Arkansas legislative panel urges evolution ban

LITTLE ROCK, Ark. (Reuters) - A committee of the Arkansas legislature Wednesday recommended banning the theory of evolution from textbooks in the latest challenge by state officials to the scientific view of how life develops.

A committee of the state House approved the legislation and forwarded it to the full House, 20 years after the state legislature passed a similar bill later struck down in federal courts as unconstitutional.

The measure advanced despite a warning from the American Civil Liberties Union (ACLU) that it could violate the constitutionally mandated separation of church and state.

"Would anybody here pretend that this isn't about religion?" Rita Sklar of the ACLU's Arkansas chapter asked the committee.

"Do you believe you were descended from a monkey?" Rep. Denny Altes shot back. "If we teach kids that they were descended from monkeys, don't you think they'll act like monkeys?"

Fundamentalist Christian activists have had little success in repeated attempts at the state level to block the teaching of biological evolution, which holds that humans developed from animals, or promote divine "creationism" as a competing theory.

The most recent failure was in Kansas, where a newly elected state board of education last month overturned a 1999 decision by the previous board to drop evolution from state education requirements.

FOCUS ON STATE-FUNDED TEXTBOOKS

The Arkansas legislation was approved by the House Committee on State Agencies and Governmental affairs.
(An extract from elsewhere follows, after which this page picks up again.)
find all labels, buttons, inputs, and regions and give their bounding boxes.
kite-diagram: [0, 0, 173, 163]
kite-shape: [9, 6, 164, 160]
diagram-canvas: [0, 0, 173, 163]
It would bar the topic of evolution or related radio-carbon dating of animal and plant fossils from state-funded textbooks used in schools, museums, libraries and zoos.

In books already on hand, the bill would require teachers to instruct students to mark "false evidence" or "theory" in the margins next to references to evolution and the carbon dating of fossils.

"We have been elected to make sure that taxpayer dollars are spent wisely and only for truth," Rep. Jim Holt, a freshman Republican and self-described Christian conservative, told the committee.

Political observers questioned whether the bill would survive the state Senate if it makes it through the full House. The Senate is traditionally less conservative than the House.

Rep. Barbara King, a retired teacher, was the lone vote against sending the bill to the House floor. She said the measure was unnecessary and was probably unconstitutional.

The committee vote came exactly 20 years after Arkansas passed a law requiring public school teachers who referred to evolution in the classroom to give equal treatment to the Biblical account of creation.

The ACLU filed suit and was awarded hundreds of thousands of dollars in legal fees when a federal judge overturned the law in 1982.

Arkansas along with Mississippi, Oklahoma and Tennessee barred the teaching of evolution in their public schools in the 1920s, a move hailed by failed Democratic presidential candidate William Jennings Bryan.

Bryan was a key figure in the 1925 prosecution of John T. Scopes, a Tennessee high school teacher charged with violating the ban. Scopes was convicted and fined $100. The state's high court later acquitted him, saying he had been fined excessively, but upheld the law.

In 1968 the U.S. Supreme Court ruled unconstitutional any laws barring evolutionary teaching in public schools.